Glastonbury – it’s a matter of taste

by Rick Johansen

I have to be very careful what I say about Glastonbury because I know it’s all a matter of taste. I know also that much of the stuff I like doesn’t usually appear on the Pyramid Stage. So let me say from the outset that I thought the Pyramid Stage experience, via the unsatisfying, patchwork BBC coverage, was not a pleasant one.

It doesn’t help that the headliners were not exactly the kind of musicians – and I use the word musician in a very general sense with Kanye West – I would cross the road to see. Florence and the Machine have their admirers but I am not among them. I know I sound like one of the old High Court judges (“What’s a Beatle?”), and not unlike my grandfather who probably regarded the Carpenters as being akin to the Sex Pistols, but I am afraid I struggle to see the point of Ms Welch. Each song sounds identical to the one that came before and her wailing style of singing, where she makes no discernible effort to hit the right notes, leaves me both baffled and cold. Kanye West would leave me cold but for the fact he makes vast sums of money from this non-meritocratic world of music for what is little more than talking, or rapping as da yoof call it. Given that his genre of music, I use the word inadvisedly, is not exactly my cup of tea, I suppose I should have reached for the off switch, but I gave him a chance and soon realised I shouldn’t have. Song after song came and went, often ending abruptly, and West himself made little effort to communicate with the audience. People described him as arrogant, but arrogance usually accompanies some form of ability. I was at a loss to understand where his was.

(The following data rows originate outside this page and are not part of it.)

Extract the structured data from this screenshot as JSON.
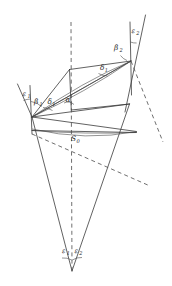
{
  "figure": {
    "type": "geometry-diagram",
    "background_color": "#ffffff",
    "line_color": "#3a3a3a",
    "dashed_line_color": "#4a4a4a",
    "labels": [
      {
        "id": "eps1-left",
        "base": "ε",
        "sub": "1",
        "x": 22.5,
        "y": 96.0
      },
      {
        "id": "beta1",
        "base": "β",
        "sub": "1",
        "x": 34.0,
        "y": 103.5
      },
      {
        "id": "delta1-left",
        "base": "δ",
        "sub": "1",
        "x": 47.5,
        "y": 104.0
      },
      {
        "id": "alpha",
        "base": "α",
        "sub": "",
        "x": 68.0,
        "y": 101.5
      },
      {
        "id": "delta1-right",
        "base": "δ",
        "sub": "1",
        "x": 102.0,
        "y": 70.0
      },
      {
        "id": "beta2",
        "base": "β",
        "sub": "2",
        "x": 119.0,
        "y": 51.0
      },
      {
        "id": "eps2-top",
        "base": "ε",
        "sub": "2",
        "x": 135.0,
        "y": 32.0
      },
      {
        "id": "S0",
        "base": "S",
        "sub": "0",
        "x": 74.0,
        "y": 140.0
      },
      {
        "id": "eps1-bottom",
        "base": "ε",
        "sub": "1",
        "x": 63.5,
        "y": 252.0
      },
      {
        "id": "eps2-bottom",
        "base": "ε",
        "sub": "2",
        "x": 76.0,
        "y": 252.0
      }
    ],
    "vertices": {
      "left_apex": {
        "x": 32.0,
        "y": 117.0
      },
      "right_apex": {
        "x": 131.0,
        "y": 61.0
      },
      "bottom_apex": {
        "x": 72.0,
        "y": 271.0
      },
      "center_node": {
        "x": 72.0,
        "y": 133.0
      }
    }
  }
}
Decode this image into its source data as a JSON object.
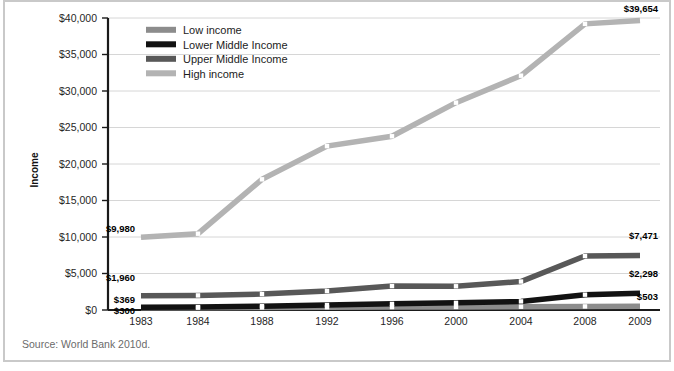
{
  "figure": {
    "source_note": "Source: World Bank 2010d.",
    "y_axis_title": "Income"
  },
  "chart_data": {
    "type": "line",
    "title": "",
    "xlabel": "",
    "ylabel": "Income",
    "grid": true,
    "legend_position": "top-left",
    "ylim": [
      0,
      40000
    ],
    "y_ticks": [
      0,
      5000,
      10000,
      15000,
      20000,
      25000,
      30000,
      35000,
      40000
    ],
    "y_tick_labels": [
      "$0",
      "$5,000",
      "$10,000",
      "$15,000",
      "$20,000",
      "$25,000",
      "$30,000",
      "$35,000",
      "$40,000"
    ],
    "categories": [
      "1983",
      "1984",
      "1988",
      "1992",
      "1996",
      "2000",
      "2004",
      "2008",
      "2009"
    ],
    "series": [
      {
        "name": "Low income",
        "color": "#8c8c8c",
        "values": [
          300,
          320,
          350,
          380,
          400,
          420,
          450,
          490,
          503
        ],
        "start_label": "$300",
        "end_label": "$503"
      },
      {
        "name": "Lower Middle Income",
        "color": "#121212",
        "values": [
          369,
          400,
          520,
          680,
          840,
          980,
          1180,
          2100,
          2298
        ],
        "start_label": "$369",
        "end_label": "$2,298"
      },
      {
        "name": "Upper Middle Income",
        "color": "#585858",
        "values": [
          1960,
          2000,
          2180,
          2600,
          3280,
          3250,
          3900,
          7400,
          7471
        ],
        "start_label": "$1,960",
        "end_label": "$7,471"
      },
      {
        "name": "High income",
        "color": "#b3b3b3",
        "values": [
          9980,
          10450,
          17900,
          22450,
          23800,
          28400,
          32100,
          39200,
          39654
        ],
        "start_label": "$9,980",
        "end_label": "$39,654"
      }
    ]
  }
}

If I had been there last night, I’d have watched Ryan Adams, but as I wasn’t, I settled down for a jukebox set from the remnants of The Who. They weren’t great, but then I didn’t expect them to be great for both the main men, Townsend and Daltrey, are septuagenarians. I felt they were as good as they could be, with Daltrey’s voice more of a growl, although the old boy still managed a half-decent scream during Won’t Get Fooled Again. It was a heritage set really, no more challenging than Lionel Richie’s afternoon cabaret performance, but reasonably satisfying for all that.

I am probably not the right person to write about festivals because the idea of scratching around in the early hours for that nocturnal pee and then trying to find my tent again among hundreds of tents that look identical to mine is not my idea of fun. I know too that Glasto (what a clever nickname!) is much more than Kanye West and Florence and her Machine. There are all manner of performers and a plethora of stages so there is someone for everyone, even me, but if I did want to see Tame Impala and Songhoy Blues, which I do, desperately, I’ll wait until they perform in more conventional circumstances.

It’s all a far cry from the Glastonbury of my youth, when people used to refer to it as the Pilton Festival and the acts were usually the likes of the Edgar Broughton Band (who, I hear you ask?) and Santana, before he started doing duets. The hippies are probably there, greying and balding, but the BBC cameras tended to pick out people who were smartly dressed and aged about 30. And you know what’s wrong with that? Absolutely nothing! There is no point in moaning about what Glastonbury has become. On the face of it, the whole thing looks a little middle class and twee, but perhaps that’s just the side you see on the telly and that things are more eclectic and challenging elsewhere. And anyway, there are plenty more festivals throughout the summer ranging from heritage to cutting edge and all points in between. Something for everyone, for sure, but not for me, thank you. Give me my nice warm bed!